Last December, voters approved the $777-million third phase of the capital improvement program, called MAPS 3. In three votes since 1993, voters have committed $1.8 billion to the downtown revitalization.

Over the next nine years, MAPS 3— which, like its predecessors MAPS and MAPS for Kids, is financed by a one-cent increase in the city sales tax—will fund a 70-acre central park, a convention center, a downtown streetcar system, aquatic centers, boating facilities, and hiking and biking trails. (The sales tax now is 8.375%.)

“We’ve got about 10 straight years of [construction] activity ahead,” says Oklahoma City Mayor Mick Cornett (R).

Oklahoma City bottomed out in the 1980s. The first MAPS initiative passed because “our citizens were desperate to pull this city up from an economic depression and create the city they wanted,” says Roy Williams, president and CEO of the Oklahoma City Chamber of Commerce.

There is so much momentum in the city’s comeback that, even with the recession, “we’ve never stopped investing,” says Cornett. “[After a] lousy 2009, the last couple of sales tax checks have been the largest we’ve ever had,” he adds.

MAPS isn’t the whole story. In late 2007, voters approved bonds for the $140-million Project 180, which called for putting a new face on the 180-acre city center. Street, sidewalk, park and plaza upgrades should be finished by 2014.

The strategy to revitalize and renew the capital is working, say the mayor and others. “Our job market also has remained fairly stable during the recession, with one of the lowest unemployment rates in the nation for large metro areas,” says Carl Williams, president and CEO of Associated Builders and Contractors of Oklahoma City.

Growth

The city’s population grew 6.2% from 2000 to 2006, to 537,734. In September, the city had a 6% unemployment rate compared with a national rate of 9.6%.

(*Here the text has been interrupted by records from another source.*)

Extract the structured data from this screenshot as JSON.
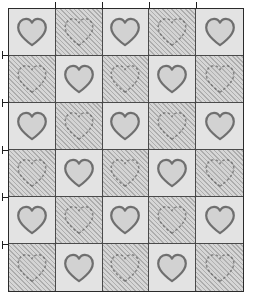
{
  "figure": {
    "name": "heart-quilt-pattern",
    "type": "checkerboard-quilt-diagram",
    "columns": 5,
    "rows": 6,
    "motif": "heart-icon",
    "frame": {
      "border_color": "#2b2b2b",
      "grid_line_color": "#4a4a4a",
      "left": 8,
      "top": 8,
      "width": 236,
      "height": 284
    },
    "colors": {
      "light_patch": "#e3e3e3",
      "hatch_base": "#c9c9c9",
      "hatch_line": "#adadad",
      "heart_fill": "#d2d2d2",
      "heart_stroke": "#6f6f6f",
      "tick_mark": "#1f1f1f",
      "page_background": "#ffffff"
    },
    "hatch_angle_degrees": 45
  },
  "grid": {
    "cells": [
      [
        {
          "patch": "light",
          "motif": "heart-icon"
        },
        {
          "patch": "hatch",
          "motif": "heart-icon"
        },
        {
          "patch": "light",
          "motif": "heart-icon"
        },
        {
          "patch": "hatch",
          "motif": "heart-icon"
        },
        {
          "patch": "light",
          "motif": "heart-icon"
        }
      ],
      [
        {
          "patch": "hatch",
          "motif": "heart-icon"
        },
        {
          "patch": "light",
          "motif": "heart-icon"
        },
        {
          "patch": "hatch",
          "motif": "heart-icon"
        },
        {
          "patch": "light",
          "motif": "heart-icon"
        },
        {
          "patch": "hatch",
          "motif": "heart-icon"
        }
      ],
      [
        {
          "patch": "light",
          "motif": "heart-icon"
        },
        {
          "patch": "hatch",
          "motif": "heart-icon"
        },
        {
          "patch": "light",
          "motif": "heart-icon"
        },
        {
          "patch": "hatch",
          "motif": "heart-icon"
        },
        {
          "patch": "light",
          "motif": "heart-icon"
        }
      ],
      [
        {
          "patch": "hatch",
          "motif": "heart-icon"
        },
        {
          "patch": "light",
          "motif": "heart-icon"
        },
        {
          "patch": "hatch",
          "motif": "heart-icon"
        },
        {
          "patch": "light",
          "motif": "heart-icon"
        },
        {
          "patch": "hatch",
          "motif": "heart-icon"
        }
      ],
      [
        {
          "patch": "light",
          "motif": "heart-icon"
        },
        {
          "patch": "hatch",
          "motif": "heart-icon"
        },
        {
          "patch": "light",
          "motif": "heart-icon"
        },
        {
          "patch": "hatch",
          "motif": "heart-icon"
        },
        {
          "patch": "light",
          "motif": "heart-icon"
        }
      ],
      [
        {
          "patch": "hatch",
          "motif": "heart-icon"
        },
        {
          "patch": "light",
          "motif": "heart-icon"
        },
        {
          "patch": "hatch",
          "motif": "heart-icon"
        },
        {
          "patch": "light",
          "motif": "heart-icon"
        },
        {
          "patch": "hatch",
          "motif": "heart-icon"
        }
      ]
    ]
  },
  "tick_marks": {
    "top": {
      "name": "column-registration-ticks",
      "count": 4,
      "at_columns": [
        1,
        2,
        3,
        4
      ]
    },
    "left": {
      "name": "row-registration-ticks",
      "count": 5,
      "at_rows": [
        1,
        2,
        3,
        4,
        5
      ]
    }
  }
}
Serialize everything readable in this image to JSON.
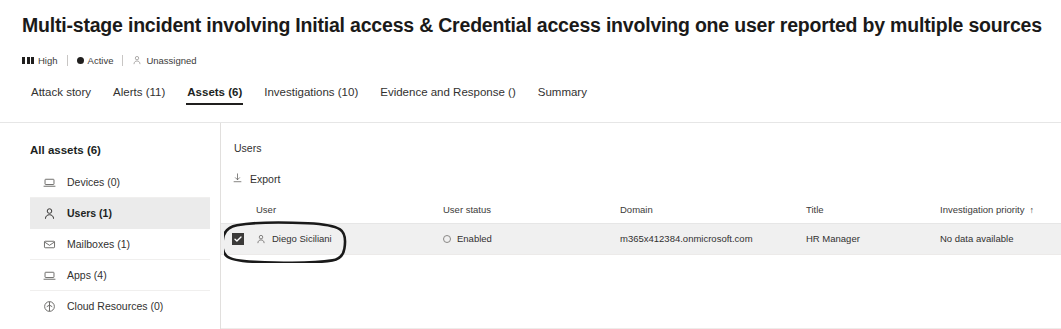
{
  "header": {
    "title": "Multi-stage incident involving Initial access & Credential access involving one user reported by multiple sources",
    "badges": [
      {
        "icon": "severity-bars-icon",
        "label": "High"
      },
      {
        "icon": "active-dot-icon",
        "label": "Active"
      },
      {
        "icon": "person-icon",
        "label": "Unassigned"
      }
    ]
  },
  "tabs": [
    {
      "label": "Attack story",
      "active": false
    },
    {
      "label": "Alerts (11)",
      "active": false
    },
    {
      "label": "Assets (6)",
      "active": true
    },
    {
      "label": "Investigations (10)",
      "active": false
    },
    {
      "label": "Evidence and Response ()",
      "active": false
    },
    {
      "label": "Summary",
      "active": false
    }
  ],
  "sidebar": {
    "heading": "All assets (6)",
    "items": [
      {
        "icon": "device-icon",
        "label": "Devices (0)",
        "selected": false
      },
      {
        "icon": "person-icon",
        "label": "Users (1)",
        "selected": true
      },
      {
        "icon": "mailbox-icon",
        "label": "Mailboxes (1)",
        "selected": false
      },
      {
        "icon": "app-icon",
        "label": "Apps (4)",
        "selected": false
      },
      {
        "icon": "cloud-resource-icon",
        "label": "Cloud Resources (0)",
        "selected": false
      }
    ]
  },
  "main": {
    "title": "Users",
    "toolbar": {
      "export_label": "Export",
      "export_icon": "download-icon"
    },
    "table": {
      "columns": [
        {
          "key": "user",
          "label": "User",
          "sorted": false
        },
        {
          "key": "user_status",
          "label": "User status",
          "sorted": false
        },
        {
          "key": "domain",
          "label": "Domain",
          "sorted": false
        },
        {
          "key": "title",
          "label": "Title",
          "sorted": false
        },
        {
          "key": "investigation_priority",
          "label": "Investigation priority",
          "sorted": true,
          "sort_arrow": "↑"
        }
      ],
      "rows": [
        {
          "selected": true,
          "user": "Diego Siciliani",
          "user_icon": "person-icon",
          "user_status": "Enabled",
          "user_status_icon": "status-ring-icon",
          "domain": "m365x412384.onmicrosoft.com",
          "title": "HR Manager",
          "investigation_priority": "No data available"
        }
      ]
    }
  },
  "annotation": {
    "shape": "hand-drawn-oval",
    "target": "selected user cell",
    "color": "#1a1a1a"
  },
  "colors": {
    "page_background": "#ffffff",
    "text_primary": "#201f1e",
    "text_secondary": "#3b3a39",
    "divider": "#e6e6e6",
    "selected_nav_background": "#ebebeb",
    "selected_row_background": "#f0f0f0",
    "checkbox_fill": "#3b3a39"
  }
}
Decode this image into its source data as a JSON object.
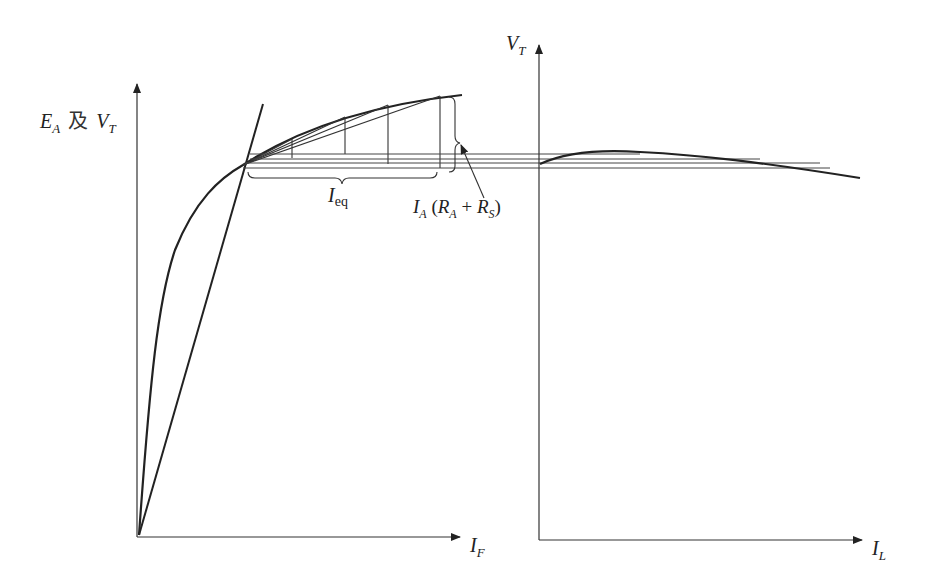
{
  "diagram": {
    "left_plot": {
      "y_axis_label": {
        "e": "E",
        "e_sub": "A",
        "conj": "及",
        "v": "V",
        "v_sub": "T"
      },
      "x_axis_label": {
        "main": "I",
        "sub": "F"
      },
      "curves": [
        "magnetization-curve",
        "field-resistance-line"
      ],
      "annotations": {
        "ieq": {
          "main": "I",
          "sub": "eq"
        },
        "drop": {
          "i": "I",
          "i_sub": "A",
          "open": " (",
          "ra": "R",
          "ra_sub": "A",
          "plus": " + ",
          "rs": "R",
          "rs_sub": "S",
          "close": ")"
        }
      }
    },
    "right_plot": {
      "y_axis_label": {
        "main": "V",
        "sub": "T"
      },
      "x_axis_label": {
        "main": "I",
        "sub": "L"
      },
      "curves": [
        "terminal-characteristic"
      ]
    },
    "colors": {
      "line": "#222222",
      "thin": "#444444",
      "background": "#ffffff"
    }
  }
}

Civic projects and growth in the housing market also have kept construction employment strong. Last year, the construction sector grew to 4.6% from 4.2% of the economy, says Roy Williams.

Other evidence the MAPS strategy is working came several years ago when Devon Energy Corp., a major independent energy firm, announced plans to break state height records with an 850-ft-tall, 50-story headquarters downtown. The 1.9-million-sq-ft Devon World Headquarters Tower, designed by Pickard Chilton Architects Inc., New Haven, Conn., is set to open in 2012, says the contractor, a joint venture of Holder Construction, Atlanta, and Flintco, Tulsa.

The $750-million project triggered the formation of a tax-increment financing district to capture new tax revenue for investment. The outcome is that Devon tower is paying $115 million toward Project 180.